195729-the-chemical-brothers-born-in-the-echoes

The Chemical Brothers: Born in the Echoes

The legendary electronic duo modernize the roots of house and techno music on their first studio album in five years.
The Chemical Brothers
Born in the Echoes
Astralwerks
2015-07-17

No matter what genre an artist represents, tradition is almost always respected. That’s the hope behind the Chemical Brothers’ return album Born in the Echoes, anyway, a full-hearted, smartly-styled shot at classic Detroit techno and Chicago house sounds paired with the duo’s own signature brand of retro trip-hop — styles that have been suspiciously all but absent from the current electronic zeitgeist. In one way or another, the ephemeral conventions of modern EDM have pressed their influence on up-and-coming stars and pioneers alike, and responses have run the gamut from graceful to disastrous. Daft Punk, for instance, responded to the pressure by abandoning the electronic sound altogether and bringing true disco back to the foreground with Random Access Memories; the Chemical Brothers, as lauded and respected as the robots in many electronic circles, are less reactionary in their throwback attempt, sensibly aiming more for a return to form than a return to square one, but Born in the Echoes is nonetheless born of the same desire to return to some old, forgotten values in the hope that they find a purer, timeless sound.

What sets Born in the Echoes apart is its commitment to filtering these reverberations from the past through modern ideas. The record is not a generic reenactment of early electronic music. The album’s opening track “Sometimes I Feel So Deserted” implements classic house and trip-hop elements with a searingly simple synth line and standard four-on-the-floor kick beat, but the song, in response to a compulsively fleeting EDM landscape where songs are mostly just filler around a massive drop, is almost refreshingly withholding. Even after the ratcheting tension of its drum breaks, the track returns to the steady pulse of the main beat, never pulling the rug out the way electronic fans have come to expect. “Sometimes I Feel So Deserted” is classic dancefloor music, but the greatest virtue that the Chemical Brothers have imbued it with is a bold resistance to the modern trappings of the genre.

This is consistent throughout the record. “Go”, the following song, provides just as many classic dance vibes with its huge synth melodies, rapturous chorus and Q-Tip’s timelessly loose rap flow. Its bursting, infectious refrain fits well in the modern context of big arena EDM, but the deceptively simple rhythmic charge of the gyroscopic verses is pure restraint on display — a virtue far more characteristic of retro styles than today’s pop-derived form. “Under Neon Lights” is the closest Born in the Echoes comes to Random Access Memories’ ethos, taking cues from retro techno and house with vintage drum machine sounds and a sailing, drawn out vocal performance from St. Vincent’s Annie Clark that could have been stripped from a forgotten disco gem. It’s the Chemical Brothers’ most reverent cut on the album, sounding truly like an early rave single more than a modern take on one. It sets up the rest of the record’s more generic adherence to the classic techno and house modes in songs like “Just Bang” and “Reflexion”, tracks that, while groovy and undeniably fun, ultimately feel as stripped away and shallow as the modern pop-electronic sounds the Chemical Brothers’ actively avoid.

Luckily, this doesn’t prevent Born in the Echoes from feeling like a well-rounded record. There are artful surprises — the propulsive, rock-flavored “I’ll See You There”, the downtempo, Beck-featuring “Wide Open”, the trippy and sinister “Taste of Honey” — that lend the album’s latter half a spontaneous energy that underscores the duo’s versatile skill. Of course, most will come away from the album with those colorful retro sounds fresh in mind more than anything else. The Chemical Brothers have succeeded in tapping into the values of early electronic music and bringing them to life in contemporary culture, something that their peers have struggled with endlessly, and they deserve the most credit for that.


» Task item
Sift the material for lines containing "figure", and return them.

====== Supplied material

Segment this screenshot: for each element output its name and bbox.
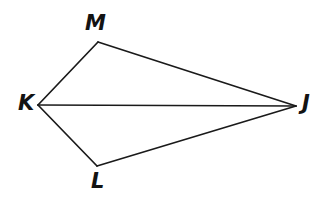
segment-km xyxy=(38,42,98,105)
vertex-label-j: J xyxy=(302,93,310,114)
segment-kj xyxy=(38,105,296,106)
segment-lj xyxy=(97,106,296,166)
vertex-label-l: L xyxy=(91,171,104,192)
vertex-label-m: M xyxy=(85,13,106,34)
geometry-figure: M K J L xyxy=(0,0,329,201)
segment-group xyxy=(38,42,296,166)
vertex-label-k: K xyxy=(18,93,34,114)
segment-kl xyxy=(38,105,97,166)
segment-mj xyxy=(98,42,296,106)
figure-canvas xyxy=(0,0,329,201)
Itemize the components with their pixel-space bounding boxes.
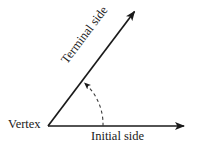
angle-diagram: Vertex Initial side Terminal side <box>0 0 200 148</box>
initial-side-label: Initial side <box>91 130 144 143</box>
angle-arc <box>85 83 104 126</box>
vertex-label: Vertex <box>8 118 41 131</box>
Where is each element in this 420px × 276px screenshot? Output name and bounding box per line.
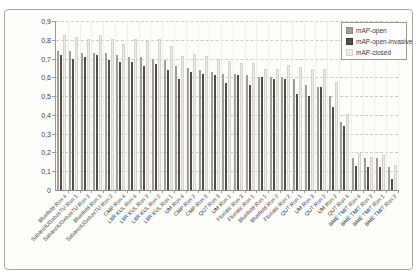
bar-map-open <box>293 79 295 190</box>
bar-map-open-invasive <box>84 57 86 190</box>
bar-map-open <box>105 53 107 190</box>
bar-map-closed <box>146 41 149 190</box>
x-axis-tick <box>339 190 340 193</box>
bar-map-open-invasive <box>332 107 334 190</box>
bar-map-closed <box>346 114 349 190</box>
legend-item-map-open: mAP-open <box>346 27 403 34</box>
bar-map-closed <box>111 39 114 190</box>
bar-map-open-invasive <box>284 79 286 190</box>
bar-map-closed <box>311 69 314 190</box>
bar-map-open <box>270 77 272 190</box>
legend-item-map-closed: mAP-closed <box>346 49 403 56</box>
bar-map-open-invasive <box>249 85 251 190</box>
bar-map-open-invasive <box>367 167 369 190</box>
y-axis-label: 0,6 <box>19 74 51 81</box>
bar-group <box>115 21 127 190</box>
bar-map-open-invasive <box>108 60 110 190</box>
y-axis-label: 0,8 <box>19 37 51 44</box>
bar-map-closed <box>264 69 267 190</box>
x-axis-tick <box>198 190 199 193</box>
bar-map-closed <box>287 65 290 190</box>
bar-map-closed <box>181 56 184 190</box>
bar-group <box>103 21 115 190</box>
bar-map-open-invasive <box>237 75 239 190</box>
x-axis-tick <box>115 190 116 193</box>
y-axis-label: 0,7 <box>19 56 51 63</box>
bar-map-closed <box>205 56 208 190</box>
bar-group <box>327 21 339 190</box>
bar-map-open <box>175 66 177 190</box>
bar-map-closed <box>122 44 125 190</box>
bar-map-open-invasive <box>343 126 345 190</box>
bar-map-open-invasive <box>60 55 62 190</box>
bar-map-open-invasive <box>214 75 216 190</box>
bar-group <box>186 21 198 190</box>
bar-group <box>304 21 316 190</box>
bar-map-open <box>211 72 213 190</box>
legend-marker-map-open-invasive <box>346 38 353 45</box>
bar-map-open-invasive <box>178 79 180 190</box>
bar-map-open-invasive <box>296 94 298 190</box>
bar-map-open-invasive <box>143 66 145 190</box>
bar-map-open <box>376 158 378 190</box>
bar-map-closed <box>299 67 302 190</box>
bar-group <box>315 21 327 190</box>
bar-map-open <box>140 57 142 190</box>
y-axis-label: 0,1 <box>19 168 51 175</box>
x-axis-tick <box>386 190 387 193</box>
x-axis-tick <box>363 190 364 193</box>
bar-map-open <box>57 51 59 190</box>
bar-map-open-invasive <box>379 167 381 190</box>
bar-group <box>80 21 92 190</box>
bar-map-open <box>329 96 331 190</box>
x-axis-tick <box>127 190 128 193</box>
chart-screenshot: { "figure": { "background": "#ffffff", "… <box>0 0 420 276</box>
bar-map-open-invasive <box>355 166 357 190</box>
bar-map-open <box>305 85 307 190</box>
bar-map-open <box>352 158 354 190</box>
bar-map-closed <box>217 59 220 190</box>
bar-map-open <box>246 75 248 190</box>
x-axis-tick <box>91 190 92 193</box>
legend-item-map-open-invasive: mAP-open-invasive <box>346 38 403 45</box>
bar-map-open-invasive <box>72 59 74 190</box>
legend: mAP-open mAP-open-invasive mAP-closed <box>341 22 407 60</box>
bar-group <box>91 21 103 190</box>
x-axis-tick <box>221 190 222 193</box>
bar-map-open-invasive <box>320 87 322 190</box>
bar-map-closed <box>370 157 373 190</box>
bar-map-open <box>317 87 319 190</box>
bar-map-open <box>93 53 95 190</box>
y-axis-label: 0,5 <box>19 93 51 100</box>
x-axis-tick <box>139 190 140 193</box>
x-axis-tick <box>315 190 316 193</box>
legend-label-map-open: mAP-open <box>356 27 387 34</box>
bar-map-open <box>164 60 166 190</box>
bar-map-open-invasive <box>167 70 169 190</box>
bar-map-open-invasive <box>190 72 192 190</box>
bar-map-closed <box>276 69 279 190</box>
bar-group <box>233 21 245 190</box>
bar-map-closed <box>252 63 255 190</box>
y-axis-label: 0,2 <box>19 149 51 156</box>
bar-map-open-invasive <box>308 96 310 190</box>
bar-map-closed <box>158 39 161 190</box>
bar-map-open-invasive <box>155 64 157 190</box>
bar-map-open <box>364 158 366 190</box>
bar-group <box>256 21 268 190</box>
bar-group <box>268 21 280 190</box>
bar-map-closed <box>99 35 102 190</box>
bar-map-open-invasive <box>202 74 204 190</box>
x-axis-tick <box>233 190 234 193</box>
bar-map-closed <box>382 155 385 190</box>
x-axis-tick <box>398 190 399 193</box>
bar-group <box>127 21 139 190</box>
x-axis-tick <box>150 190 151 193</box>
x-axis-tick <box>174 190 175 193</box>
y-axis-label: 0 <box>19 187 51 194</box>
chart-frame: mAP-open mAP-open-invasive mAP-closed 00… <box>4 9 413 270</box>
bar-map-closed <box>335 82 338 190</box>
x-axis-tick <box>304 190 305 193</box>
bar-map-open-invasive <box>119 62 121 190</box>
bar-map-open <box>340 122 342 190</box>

============

» Solved problem
geometry-figure: M K J L xyxy=(0,0,329,201)
figure-canvas xyxy=(0,0,329,201)
chart-screenshot: { "figure": { "background": "#ffffff", "… <box>0 0 420 276</box>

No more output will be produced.